Through the different stories they told, the Iliad, Odyssey, and Aeneid impacted Greek and Roman cultures. The Iliad, Odyssey, and Aeneid’s stories were great in a sense that they were not only popular in their own ancient Greek and Roman times but the Iliad, Odyssey, and Aeneid also left enough room for others to add and expand to the world they brought to life through their impact on the world of Greece’s and Rome’s culture through the stories they told. This path of inspiration began with Homer’s Iliad and Odyssey which helped to inspire Virgil’s Aeneid. Like Dante’s Divine Comedy and perhaps even Cervantes’s Don Quixote. The Iliad, Odyssey, and Aeneid inspired some other great works in the history of literature. This variation of multiple languages shows that the Greek and Roman cultures were both interested in these stories and wanted to put their distinct spin on them. In contrast to that, the Iliad and Odyssey were written in Greek by a Greek poet Homer, whom I will also talk about later in this essay.
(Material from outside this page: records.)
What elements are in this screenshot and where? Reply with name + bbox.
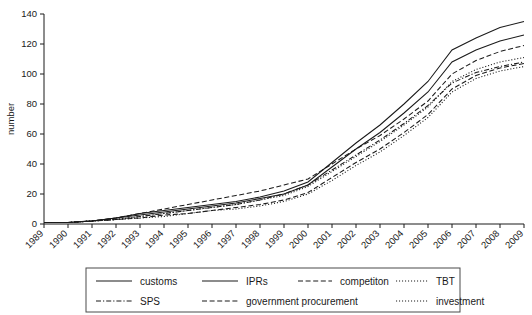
y-axis-title: number — [5, 103, 16, 135]
series-line — [44, 67, 524, 223]
x-tick-label: 2008 — [479, 228, 502, 251]
x-tick-label: 1991 — [71, 228, 94, 251]
legend-label: TBT — [436, 276, 455, 287]
y-axis: 020406080100120140number — [5, 8, 44, 229]
x-tick-label: 1998 — [239, 228, 262, 251]
x-tick-label: 2002 — [335, 228, 358, 251]
x-tick-label: 1990 — [47, 228, 70, 251]
chart-container: 020406080100120140number 198919901991199… — [0, 0, 532, 315]
legend-label: SPS — [140, 296, 160, 307]
x-tick-label: 2006 — [431, 228, 454, 251]
series-line — [44, 62, 524, 223]
x-tick-label: 2007 — [455, 228, 478, 251]
x-tick-label: 2001 — [311, 228, 334, 251]
y-tick-label: 80 — [26, 98, 37, 109]
x-tick-label: 1996 — [191, 228, 214, 251]
x-tick-label: 2004 — [383, 228, 406, 251]
legend-label: government procurement — [246, 296, 358, 307]
x-tick-label: 1992 — [95, 228, 118, 251]
x-tick-label: 1999 — [263, 228, 286, 251]
series-line — [44, 58, 524, 223]
legend-label: customs — [140, 276, 177, 287]
x-tick-label: 2000 — [287, 228, 310, 251]
legend-label: IPRs — [246, 276, 268, 287]
y-tick-label: 140 — [21, 8, 37, 19]
legend-label: competiton — [340, 276, 389, 287]
x-tick-label: 1997 — [215, 228, 238, 251]
y-tick-label: 120 — [21, 38, 37, 49]
x-tick-label: 1989 — [23, 228, 46, 251]
y-tick-label: 100 — [21, 68, 37, 79]
legend-label: investment — [436, 296, 485, 307]
x-axis: 1989199019911992199319941995199619971998… — [23, 224, 526, 250]
series-line — [44, 46, 524, 223]
x-tick-label: 1993 — [119, 228, 142, 251]
line-chart: 020406080100120140number 198919901991199… — [0, 0, 532, 315]
y-tick-label: 20 — [26, 188, 37, 199]
series-line — [44, 64, 524, 223]
chart-legend: customsIPRscompetitonTBTSPSgovernment pr… — [86, 268, 485, 312]
y-tick-label: 60 — [26, 128, 37, 139]
x-tick-label: 2003 — [359, 228, 382, 251]
series-lines — [44, 22, 524, 223]
x-tick-label: 1994 — [143, 228, 166, 251]
y-tick-label: 40 — [26, 158, 37, 169]
x-tick-label: 1995 — [167, 228, 190, 251]
x-tick-label: 2009 — [503, 228, 526, 251]
series-line — [44, 22, 524, 223]
x-tick-label: 2005 — [407, 228, 430, 251]
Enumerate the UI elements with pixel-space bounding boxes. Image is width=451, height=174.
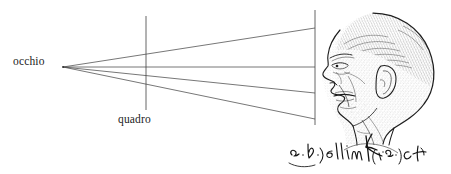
perspective-diagram: occhio quadro — [0, 0, 451, 174]
label-quadro: quadro — [118, 114, 151, 126]
handwritten-inscription — [0, 0, 451, 174]
label-occhio: occhio — [13, 56, 45, 68]
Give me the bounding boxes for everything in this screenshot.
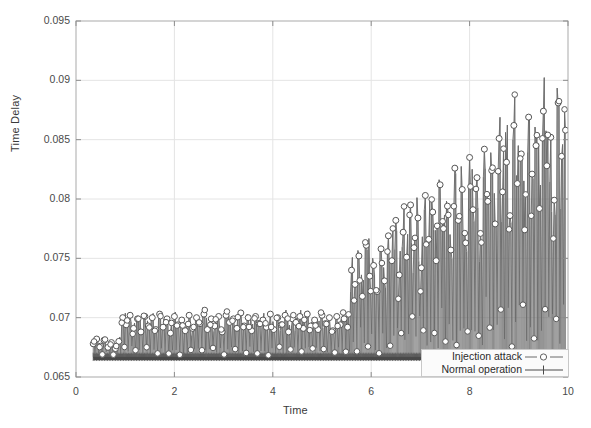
legend-item-injection-attack: Injection attack xyxy=(422,350,568,363)
y-tick-label: 0.09 xyxy=(24,73,70,85)
x-tick-label: 10 xyxy=(548,385,588,397)
chart-figure: Time Delay Time 0.0650.070.0750.080.0850… xyxy=(0,0,591,428)
legend-symbol-plus xyxy=(523,363,565,376)
y-axis-label: Time Delay xyxy=(9,95,21,152)
x-tick-label: 2 xyxy=(154,385,194,397)
legend-symbol-circle-open xyxy=(523,350,565,363)
x-tick-label: 6 xyxy=(351,385,391,397)
legend-item-normal-operation: Normal operation xyxy=(422,363,568,376)
y-tick-label: 0.075 xyxy=(24,251,70,263)
chart-legend: Injection attack Normal operation xyxy=(421,349,569,377)
y-tick-label: 0.095 xyxy=(24,14,70,26)
y-tick-label: 0.07 xyxy=(24,311,70,323)
legend-label-injection-attack: Injection attack xyxy=(452,350,522,363)
legend-label-normal-operation: Normal operation xyxy=(441,363,522,376)
y-tick-label: 0.085 xyxy=(24,133,70,145)
x-axis-label: Time xyxy=(0,404,591,416)
y-tick-label: 0.08 xyxy=(24,192,70,204)
x-tick-label: 0 xyxy=(56,385,96,397)
y-tick-label: 0.065 xyxy=(24,370,70,382)
x-tick-label: 4 xyxy=(253,385,293,397)
x-tick-label: 8 xyxy=(450,385,490,397)
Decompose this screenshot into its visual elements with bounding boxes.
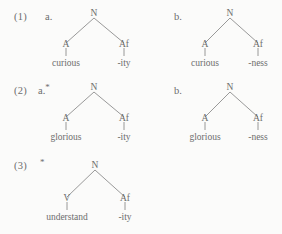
example-sublabel-2b: b. bbox=[174, 85, 182, 96]
tree-1a-root: N bbox=[91, 8, 98, 18]
tree-2a-right-leaf: -ity bbox=[117, 132, 130, 142]
tree-1a-right-leaf: -ity bbox=[117, 58, 130, 68]
tree-2b-root: N bbox=[227, 82, 234, 92]
example-sublabel-1b: b. bbox=[174, 11, 182, 22]
tree-3-left-leaf: understand bbox=[46, 212, 88, 222]
tree-3-root: N bbox=[92, 160, 99, 170]
tree-3: N V Af understand -ity bbox=[48, 160, 144, 222]
tree-2a-root: N bbox=[91, 82, 98, 92]
tree-1b-root: N bbox=[227, 8, 234, 18]
tree-2a-right-node: Af bbox=[119, 113, 130, 123]
tree-1a: N A Af curious -ity bbox=[48, 8, 144, 68]
tree-3-left-node: V bbox=[64, 193, 71, 203]
morphology-tree-figure: (1) a. N A Af curious -ity b. N A Af cur… bbox=[0, 0, 282, 234]
tree-1b-right-leaf: -ness bbox=[248, 58, 268, 68]
tree-2b-left-node: A bbox=[202, 113, 209, 123]
tree-2a-left-node: A bbox=[63, 113, 70, 123]
ungrammatical-marker-3: * bbox=[40, 160, 45, 171]
example-number-2: (2) bbox=[14, 85, 27, 96]
tree-2b-left-leaf: glorious bbox=[189, 132, 220, 142]
tree-2b-right-node: Af bbox=[253, 113, 264, 123]
example-number-3: (3) bbox=[14, 160, 27, 171]
tree-1a-left-leaf: curious bbox=[52, 58, 80, 68]
ungrammatical-star-3: * bbox=[40, 157, 45, 167]
tree-1b: N A Af curious -ness bbox=[192, 8, 276, 68]
tree-1b-right-node: Af bbox=[253, 39, 264, 49]
tree-2a-left-leaf: glorious bbox=[50, 132, 81, 142]
tree-2b: N A Af glorious -ness bbox=[192, 82, 276, 142]
example-number-1: (1) bbox=[14, 11, 27, 22]
tree-1b-left-leaf: curious bbox=[191, 58, 219, 68]
tree-1a-right-node: Af bbox=[119, 39, 130, 49]
tree-3-right-node: Af bbox=[120, 193, 131, 203]
tree-3-right-leaf: -ity bbox=[118, 212, 131, 222]
tree-1a-left-node: A bbox=[63, 39, 70, 49]
tree-1b-left-node: A bbox=[202, 39, 209, 49]
tree-2a: N A Af glorious -ity bbox=[48, 82, 144, 142]
tree-2b-right-leaf: -ness bbox=[248, 132, 268, 142]
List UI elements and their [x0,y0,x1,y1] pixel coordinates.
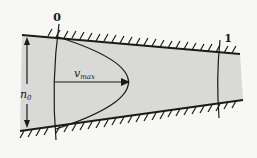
diagram-canvas: 0 1 vmax n0 [0,0,257,158]
section-0-label: 0 [53,11,61,24]
section-1-label: 1 [224,32,232,45]
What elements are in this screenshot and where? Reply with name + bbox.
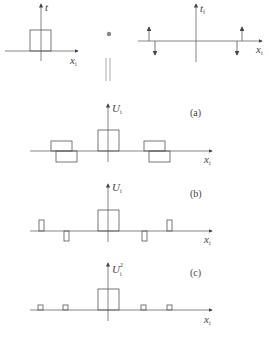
rect-function-plot: t xi [5,1,78,67]
y-axis-label: Ui [112,102,122,115]
panel-caption: (a) [190,107,201,119]
right-negative-pulse [149,151,170,162]
left-positive-spike [39,220,44,231]
panel-b-plot: Ui xi (b) [30,181,212,246]
diagram-canvas: t xi tf xi Ui xi (a) [0,0,269,337]
left-negative-pulse [56,151,77,162]
y-axis-label: tf [200,2,205,15]
x-axis-label: xi [203,233,211,246]
side-pulse [141,305,146,310]
y-axis-label: U2i [112,262,123,277]
side-pulse [167,305,172,310]
impulse-pair-plot: tf xi [138,2,263,62]
panel-caption: (b) [190,188,202,200]
side-pulse [63,305,68,310]
y-axis-label: Ui [112,181,122,194]
y-axis-label: t [45,1,49,13]
left-positive-pulse [51,141,72,151]
x-axis-label: xi [203,153,211,166]
x-axis-label: xi [69,54,77,67]
right-positive-pulse [144,141,165,151]
center-pulse [98,210,119,231]
panel-c-plot: U2i xi (c) [30,262,212,326]
right-positive-spike [167,220,172,231]
center-pulse [98,130,119,151]
left-negative-spike [64,231,69,241]
center-pulse [98,289,119,310]
equals-sign-icon [106,58,110,81]
convolution-operator-icon [107,32,111,36]
x-axis-label: xi [255,43,263,56]
panel-caption: (c) [190,267,201,279]
side-pulse [38,305,43,310]
panel-a-plot: Ui xi (a) [30,102,212,166]
x-axis-label: xi [203,313,211,326]
rect-pulse [30,30,51,51]
right-negative-spike [142,231,147,241]
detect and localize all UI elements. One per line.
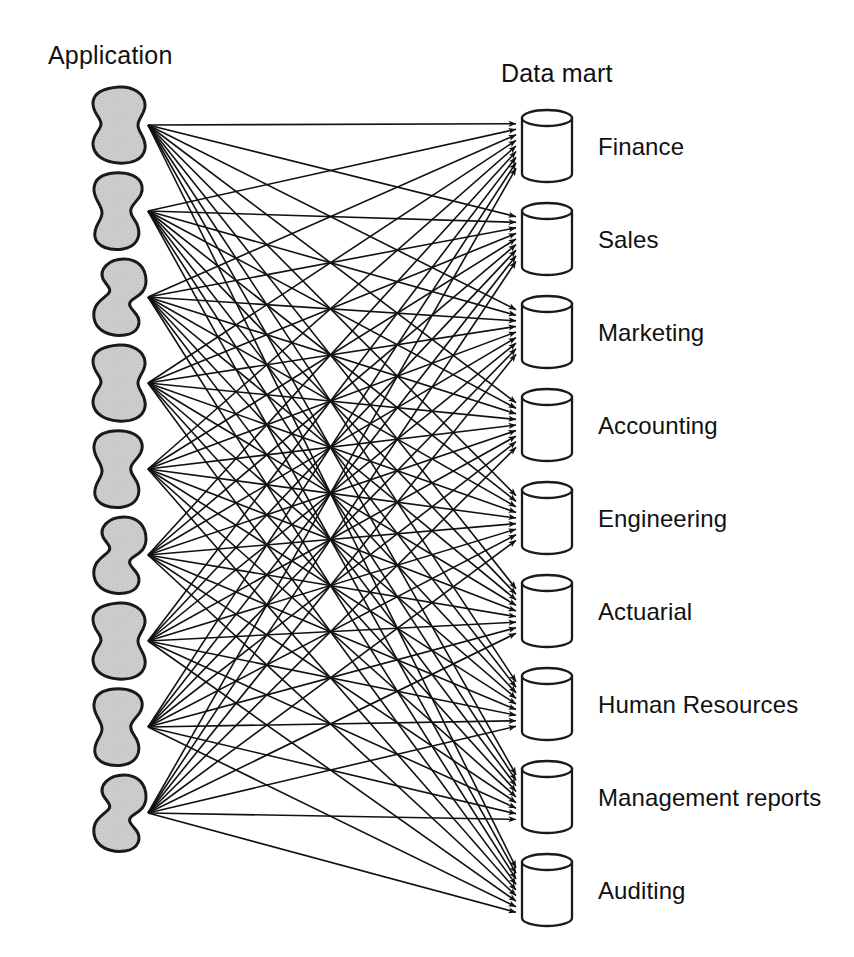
data-mart-actuarial[interactable] [522, 575, 572, 647]
cylinder-top-icon [522, 296, 572, 312]
connection-arrow [148, 354, 516, 813]
data-mart-finance[interactable] [522, 110, 572, 182]
application-blob-1[interactable] [93, 87, 145, 163]
application-icon [94, 259, 146, 335]
application-blob-9[interactable] [94, 775, 146, 851]
application-blob-6[interactable] [94, 517, 146, 593]
data-mart-labels-group: FinanceSalesMarketingAccountingEngineeri… [598, 133, 821, 904]
cylinder-top-icon [522, 482, 572, 498]
application-icon [94, 173, 142, 250]
connection-arrow [148, 633, 516, 813]
cylinder-body [522, 118, 572, 182]
application-blob-4[interactable] [93, 345, 145, 421]
application-blobs-group [93, 87, 146, 851]
cylinder-body [522, 583, 572, 647]
application-icon [93, 603, 145, 679]
cylinder-body [522, 397, 572, 461]
data-mart-heading: Data mart [501, 59, 613, 87]
cylinder-top-icon [522, 203, 572, 219]
application-heading: Application [48, 41, 173, 69]
data-mart-label: Actuarial [598, 598, 692, 625]
architecture-diagram: Application Data mart FinanceSalesMarket… [0, 0, 854, 957]
connection-arrow [148, 813, 516, 819]
data-mart-label: Finance [598, 133, 684, 160]
connection-arrow [148, 124, 516, 125]
application-icon [93, 345, 145, 421]
connection-arrow [148, 129, 516, 211]
cylinder-body [522, 769, 572, 833]
cylinder-top-icon [522, 389, 572, 405]
connection-arrow [148, 140, 516, 383]
data-mart-cylinders-group [522, 110, 572, 926]
cylinder-body [522, 490, 572, 554]
application-icon [93, 87, 145, 163]
cylinder-top-icon [522, 110, 572, 126]
data-mart-label: Human Resources [598, 691, 798, 718]
cylinder-top-icon [522, 854, 572, 870]
cylinder-body [522, 304, 572, 368]
data-mart-management-reports[interactable] [522, 761, 572, 833]
cylinder-body [522, 676, 572, 740]
data-mart-label: Marketing [598, 319, 704, 346]
connection-arrow [148, 447, 516, 813]
data-mart-label: Engineering [598, 505, 727, 532]
data-mart-auditing[interactable] [522, 854, 572, 926]
application-blob-7[interactable] [93, 603, 145, 679]
cylinder-top-icon [522, 761, 572, 777]
data-mart-accounting[interactable] [522, 389, 572, 461]
connection-arrow [148, 157, 516, 641]
data-mart-label: Accounting [598, 412, 718, 439]
data-mart-label: Management reports [598, 784, 821, 811]
application-icon [94, 775, 146, 851]
data-mart-label: Auditing [598, 877, 686, 904]
data-mart-human-resources[interactable] [522, 668, 572, 740]
cylinder-body [522, 211, 572, 275]
cylinder-body [522, 862, 572, 926]
data-mart-label: Sales [598, 226, 659, 253]
application-blob-8[interactable] [94, 689, 142, 766]
diagram-canvas: Application Data mart FinanceSalesMarket… [0, 0, 854, 957]
cylinder-top-icon [522, 668, 572, 684]
application-icon [94, 689, 142, 766]
data-mart-sales[interactable] [522, 203, 572, 275]
application-blob-2[interactable] [94, 173, 142, 250]
application-icon [94, 517, 146, 593]
application-blob-5[interactable] [94, 431, 142, 508]
connection-mesh [148, 124, 516, 913]
application-icon [94, 431, 142, 508]
data-mart-marketing[interactable] [522, 296, 572, 368]
cylinder-top-icon [522, 575, 572, 591]
data-mart-engineering[interactable] [522, 482, 572, 554]
application-blob-3[interactable] [94, 259, 146, 335]
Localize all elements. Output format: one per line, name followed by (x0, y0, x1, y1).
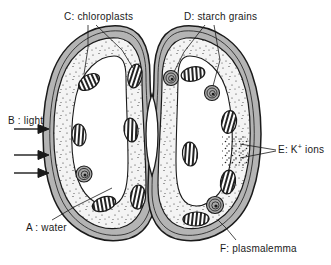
chloroplast (183, 212, 209, 227)
starch-grain (76, 166, 92, 182)
guard-cell-left (43, 26, 156, 241)
light-arrow (14, 169, 49, 178)
label-potassium-sep: : (285, 144, 288, 155)
starch-grain (164, 71, 179, 86)
label-potassium-element: K (291, 144, 298, 155)
label-light-text: B : light (8, 115, 43, 126)
label-potassium-suffix: ions (302, 144, 324, 155)
label-chloroplasts-text: C: chloroplasts (64, 11, 133, 22)
label-water-text: A : water (26, 222, 67, 233)
stoma-diagram: C: chloroplasts D: starch grains B : lig… (0, 0, 331, 265)
label-plasmalemma: F: plasmalemma (220, 243, 297, 254)
guard-cell-right (148, 26, 261, 241)
label-water: A : water (26, 222, 67, 233)
starch-grain (207, 197, 224, 214)
label-starch-grains-text: D: starch grains (184, 11, 257, 22)
potassium-ion-cloud (222, 136, 248, 166)
starch-grain (205, 86, 220, 101)
label-potassium-key: E (278, 144, 285, 155)
label-potassium-ions: E: K+ ions (278, 144, 324, 155)
label-chloroplasts: C: chloroplasts (64, 11, 133, 22)
label-light: B : light (8, 115, 43, 126)
label-starch-grains: D: starch grains (184, 11, 257, 22)
label-plasmalemma-text: F: plasmalemma (220, 243, 297, 254)
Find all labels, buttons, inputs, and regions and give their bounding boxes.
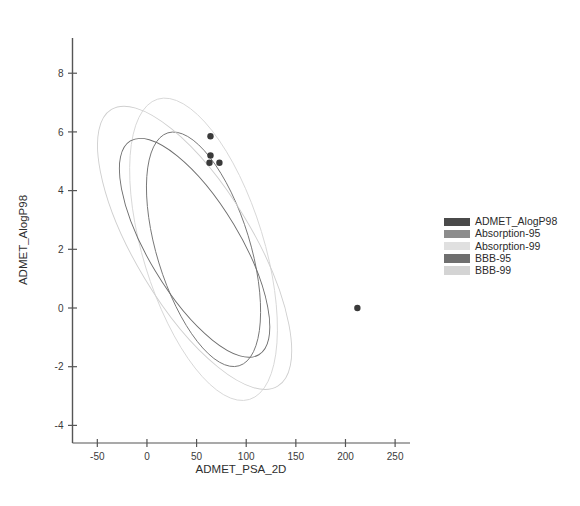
x-tick-label: 0: [144, 451, 150, 462]
ellipse-bbb-95: [91, 117, 298, 378]
data-points: [206, 133, 360, 311]
x-tick-label: 100: [238, 451, 255, 462]
y-tick-label: 6: [58, 127, 64, 138]
legend-swatch: [444, 254, 470, 263]
y-tick-label: 0: [58, 303, 64, 314]
legend-label: Absorption-95: [475, 228, 540, 239]
data-point: [206, 160, 212, 166]
x-axis-title: ADMET_PSA_2D: [196, 463, 287, 475]
scatter-chart: -50050100150200250 -4-202468 ADMET_PSA_2…: [0, 0, 580, 506]
legend-label: Absorption-99: [475, 241, 540, 252]
x-tick-label: -50: [90, 451, 105, 462]
data-point: [354, 305, 360, 311]
legend-label: BBB-99: [475, 265, 511, 276]
legend-label: ADMET_AlogP98: [475, 216, 557, 227]
y-axis-ticks: -4-202468: [55, 68, 77, 431]
legend-swatch: [444, 242, 470, 251]
legend-swatch: [444, 266, 470, 275]
y-tick-label: 8: [58, 68, 64, 79]
x-tick-label: 200: [337, 451, 354, 462]
y-tick-label: -2: [55, 361, 64, 372]
x-tick-label: 250: [387, 451, 404, 462]
legend-item: BBB-95: [444, 253, 576, 265]
y-tick-label: 4: [58, 185, 64, 196]
legend-swatch: [444, 218, 470, 227]
legend-item: Absorption-95: [444, 228, 576, 240]
confidence-ellipses: [61, 79, 328, 417]
y-axis-title: ADMET_AlogP98: [17, 195, 29, 285]
legend-label: BBB-95: [475, 253, 511, 264]
y-tick-label: -4: [55, 420, 64, 431]
x-tick-label: 150: [288, 451, 305, 462]
x-tick-label: 50: [191, 451, 203, 462]
data-point: [216, 160, 222, 166]
data-point: [207, 152, 213, 158]
ellipse-bbb-99: [61, 79, 328, 416]
legend-item: Absorption-99: [444, 240, 576, 252]
y-tick-label: 2: [58, 244, 64, 255]
legend-item: ADMET_AlogP98: [444, 216, 576, 228]
chart-legend: ADMET_AlogP98Absorption-95Absorption-99B…: [444, 216, 576, 277]
legend-item: BBB-99: [444, 265, 576, 277]
ellipse-absorption-95: [123, 119, 283, 379]
legend-swatch: [444, 230, 470, 239]
ellipse-absorption-99: [100, 81, 308, 417]
data-point: [207, 133, 213, 139]
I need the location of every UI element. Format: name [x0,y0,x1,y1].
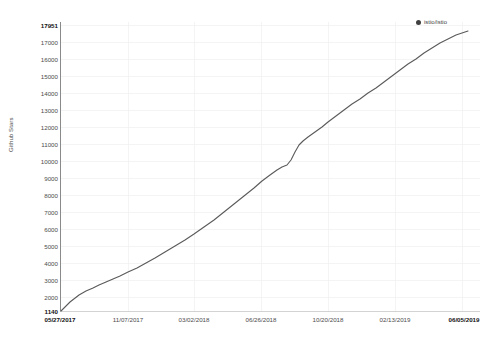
github-stars-line-chart: Github Stars 17951 17000 16000 15000 140… [0,0,501,354]
plot-area [0,0,501,354]
series-line-istio [61,31,468,311]
horizontal-gridlines [60,26,480,298]
vertical-gridlines [129,22,463,312]
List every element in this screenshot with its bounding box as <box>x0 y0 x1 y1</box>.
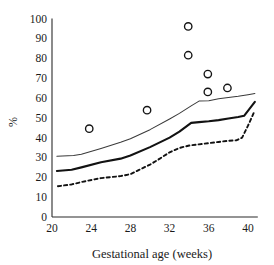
scatter-points-group <box>86 23 232 133</box>
x-axis-tick-labels: 202428323640 <box>46 222 254 234</box>
y-axis-tick-label: 50 <box>36 112 48 124</box>
chart-plot-area: 0102030405060708090100 % 202428323640 Ge… <box>0 0 274 265</box>
data-point-marker <box>86 125 93 132</box>
y-axis-tick-label: 30 <box>36 151 48 163</box>
data-point-marker <box>204 70 211 77</box>
x-axis-group: 202428323640 Gestational age (weeks) <box>46 217 258 261</box>
y-axis-tick-label: 90 <box>36 32 48 44</box>
y-axis-tick-label: 80 <box>36 52 48 64</box>
x-axis-tick-label: 36 <box>203 222 215 234</box>
data-point-marker <box>204 88 211 95</box>
y-axis-tick-label: 40 <box>36 132 48 144</box>
series-lower-reference-line <box>58 113 254 187</box>
y-axis-tick-labels: 0102030405060708090100 <box>30 13 48 224</box>
y-axis-title: % <box>6 117 20 127</box>
x-axis-tick-label: 32 <box>164 222 176 234</box>
y-axis-tick-label: 70 <box>36 72 48 84</box>
data-point-marker <box>185 52 192 59</box>
x-axis-tick-label: 40 <box>242 222 254 234</box>
y-axis-tick-label: 10 <box>36 191 48 203</box>
y-axis-tick-label: 20 <box>36 171 48 183</box>
chart-container: 0102030405060708090100 % 202428323640 Ge… <box>0 0 274 265</box>
x-axis-tick-label: 24 <box>85 222 97 234</box>
data-point-marker <box>185 23 192 30</box>
x-axis-tick-label: 20 <box>46 222 58 234</box>
y-axis-tick-label: 100 <box>30 13 48 25</box>
data-point-marker <box>224 84 231 91</box>
x-axis-tick-label: 28 <box>125 222 137 234</box>
y-axis-group: 0102030405060708090100 % <box>6 13 52 224</box>
series-upper-reference-line <box>57 94 255 157</box>
y-axis-tick-label: 60 <box>36 92 48 104</box>
data-point-marker <box>143 107 150 114</box>
x-axis-title: Gestational age (weeks) <box>92 247 212 261</box>
series-group <box>57 94 255 187</box>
The Aeneid was written in Latin by a Roman poet Virgil, who I will talk about in more detail later in this essay. One of these parts is that the Iliad, Odyssey, and Aeneid are not all written in the same language. Although they share a common war, each poem also contains multiple parts that differentiate them from each other, which I will be discussing over the course of this essay. Finally, in the Aeneid, there is an escape from the ruin of the Trojan War. In the Odyssey, there is a return from the Trojan War. In the Iliad, there is the fighting of the Trojan War. Each poem shares a common element: the Trojan War. These poems share enough similarities to be considered a trilogy of sorts.

The Iliad, Odyssey, and Aeneid are epic poems. Iliad, Book VIII, lines 245–53, Greek manuscript, late 5th, early 6th centuries AD.